Written by Richard Davies | Oct 25, 2023 12:15:06 PM

Using new Generative AI like GPT to automate work is now increasingly popular due to the drive to improve efficiency. Automating translation is our area of expertise at Guildhawk.

Revolutionising Work with Humanity

Whether it’s industrialising translation of property leases to convert data into a new asset or creating multilingual scripts for Digital Humans, the possibilities are endless.

Clients often ask how we evolved from originally being a human translation business in 2001 to being developers of cutting-edge AI translation technologies. Today we have our own in-house developers, a vast data lake to train safe AI and a global network of qualified humans. Thus, you can see how Guildhawk has transformed.
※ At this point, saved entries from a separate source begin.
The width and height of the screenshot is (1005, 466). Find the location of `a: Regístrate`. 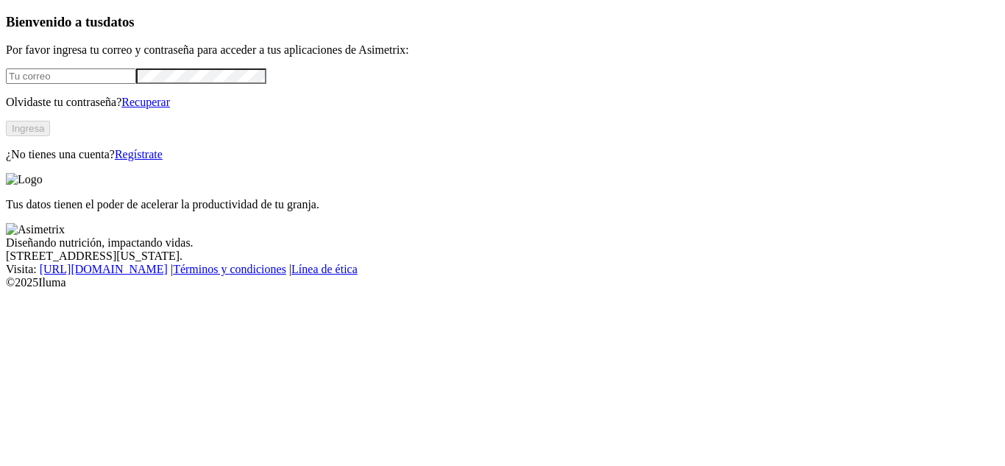

a: Regístrate is located at coordinates (138, 154).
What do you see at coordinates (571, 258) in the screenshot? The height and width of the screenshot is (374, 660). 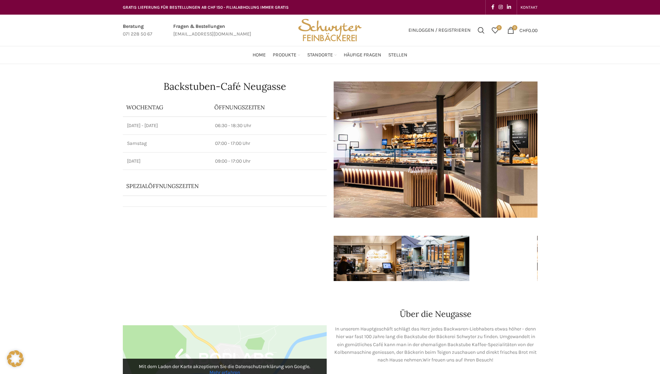 I see `img: schwyter-10` at bounding box center [571, 258].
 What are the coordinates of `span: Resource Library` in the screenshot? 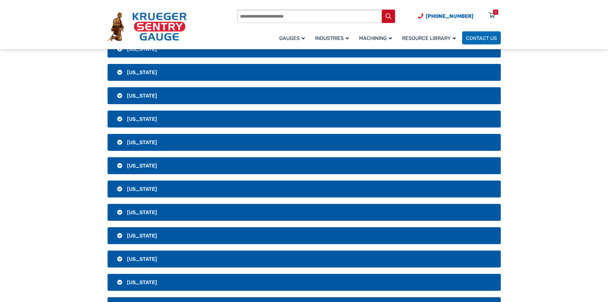 It's located at (429, 38).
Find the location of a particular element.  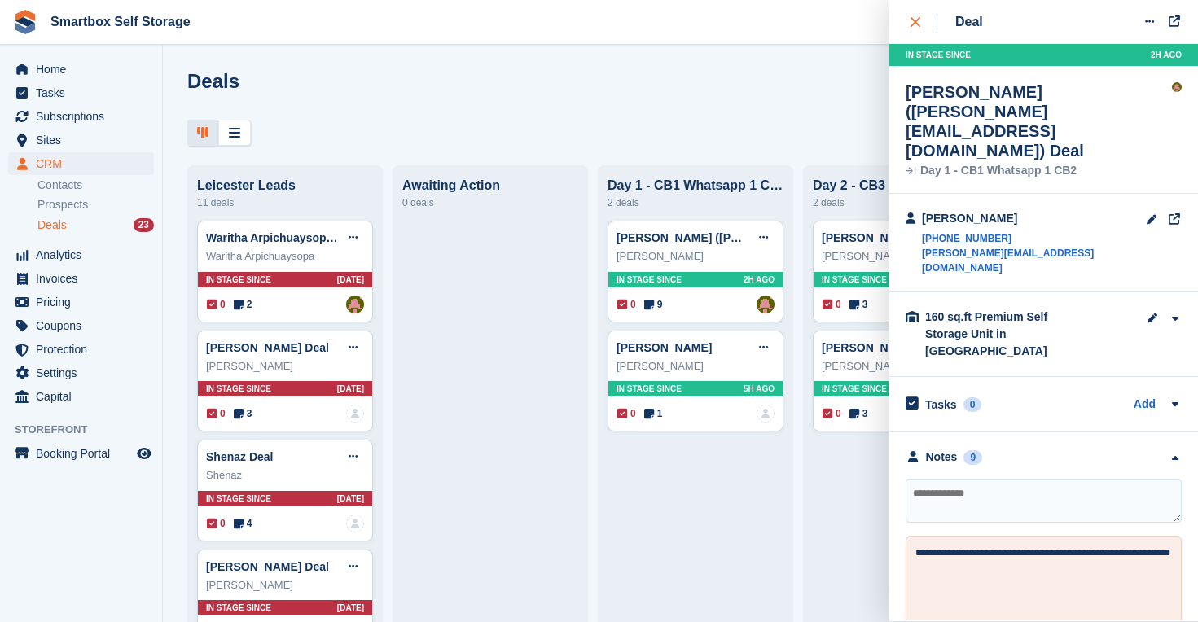

span: CRM is located at coordinates (85, 164).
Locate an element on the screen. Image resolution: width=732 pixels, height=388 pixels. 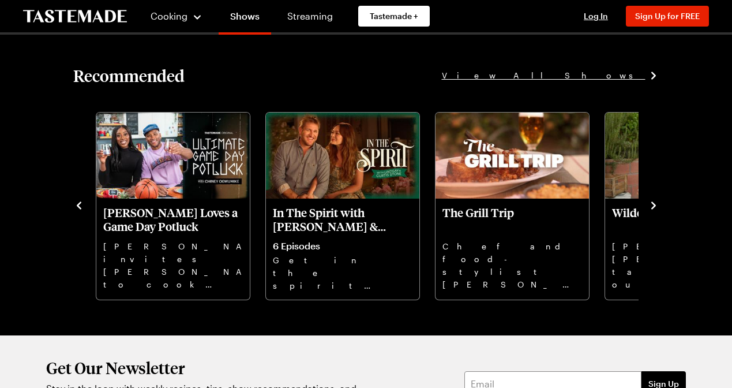
img: In The Spirit with Lindsay & Curtis Stone is located at coordinates (343, 156).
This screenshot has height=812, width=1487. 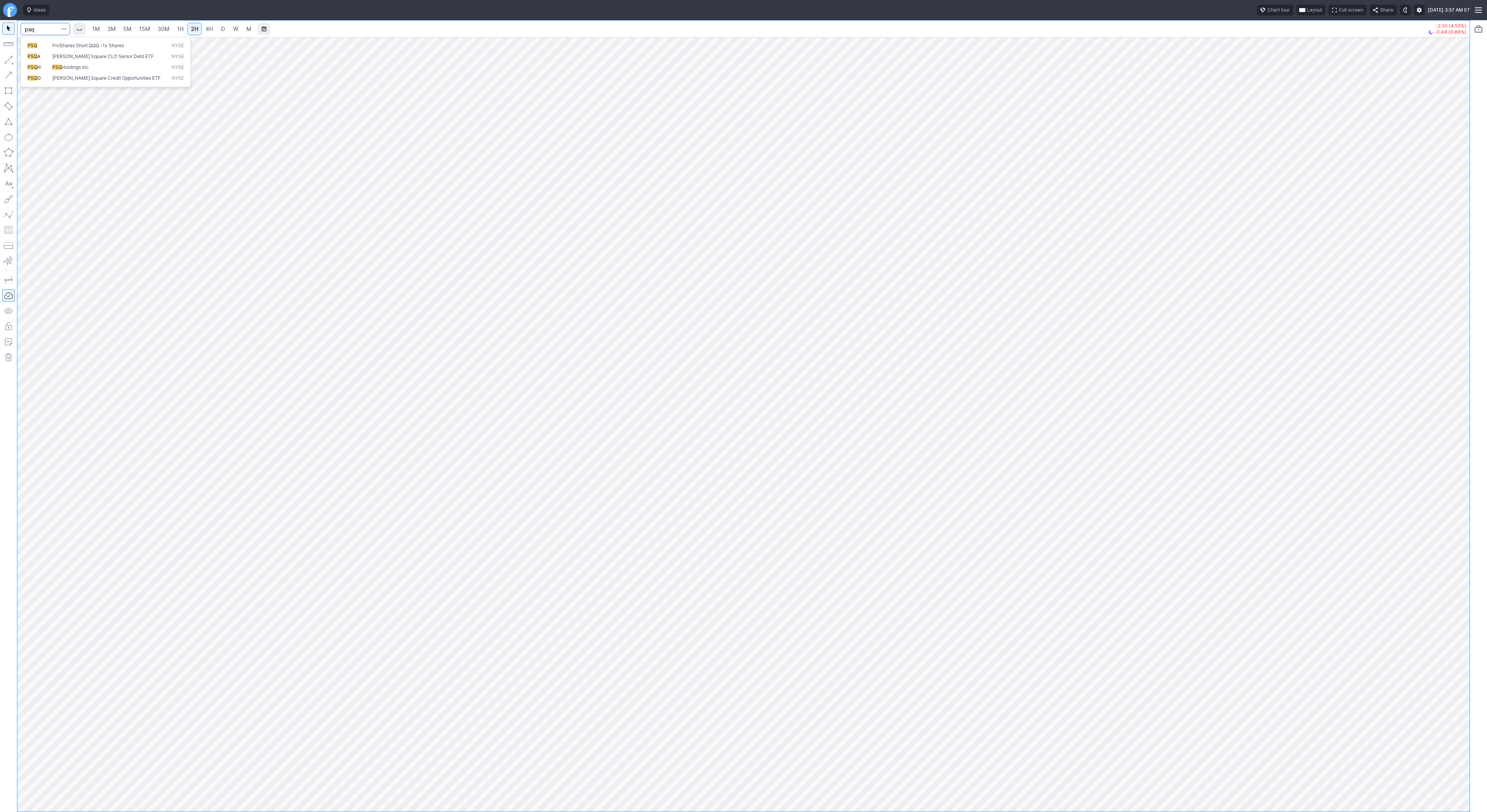 What do you see at coordinates (9, 168) in the screenshot?
I see `button: XABCD` at bounding box center [9, 168].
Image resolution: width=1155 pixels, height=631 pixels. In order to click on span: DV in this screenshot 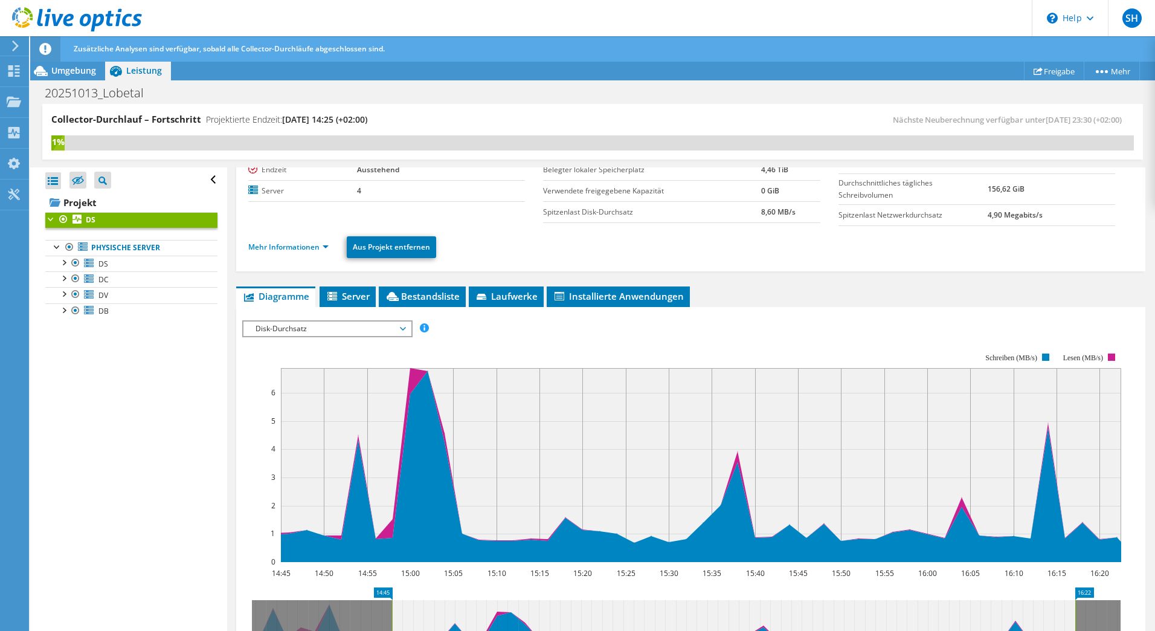, I will do `click(103, 295)`.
To know why we evolved into a data driven translation business in 20 years, and what’s coming next, you must go back 300 years or so.

I’ve summarised all the big developments that happened in the world of Machine Translation that influenced where we are today and, importantly, how AI will evolve.

The Concept of Machine Translation

Machine Translation is the task of using software to translate a source text into a target language.

The goal is to produce an accurate translation that preserves meaning and ensures the output is culturally sensitive. Achieving accurate translations has long been a challenge in computational linguistics.

The concept of machine translation is not a new one. Philosophical discussions and experiments in this area have been ongoing since the 9th century. The Arabic cryptographer Al-Kindi developed a systematic process for translation using frequency analysis, probability, and statistics, principles still applied in modern machine translation (Wikipedia, n.d.).

The topic was revisited in the 17th century. Real progress began in the early 20th century, which saw the utilisation of term dictionaries and the management of simple grammatical structures between languages (Hutchins, 2014).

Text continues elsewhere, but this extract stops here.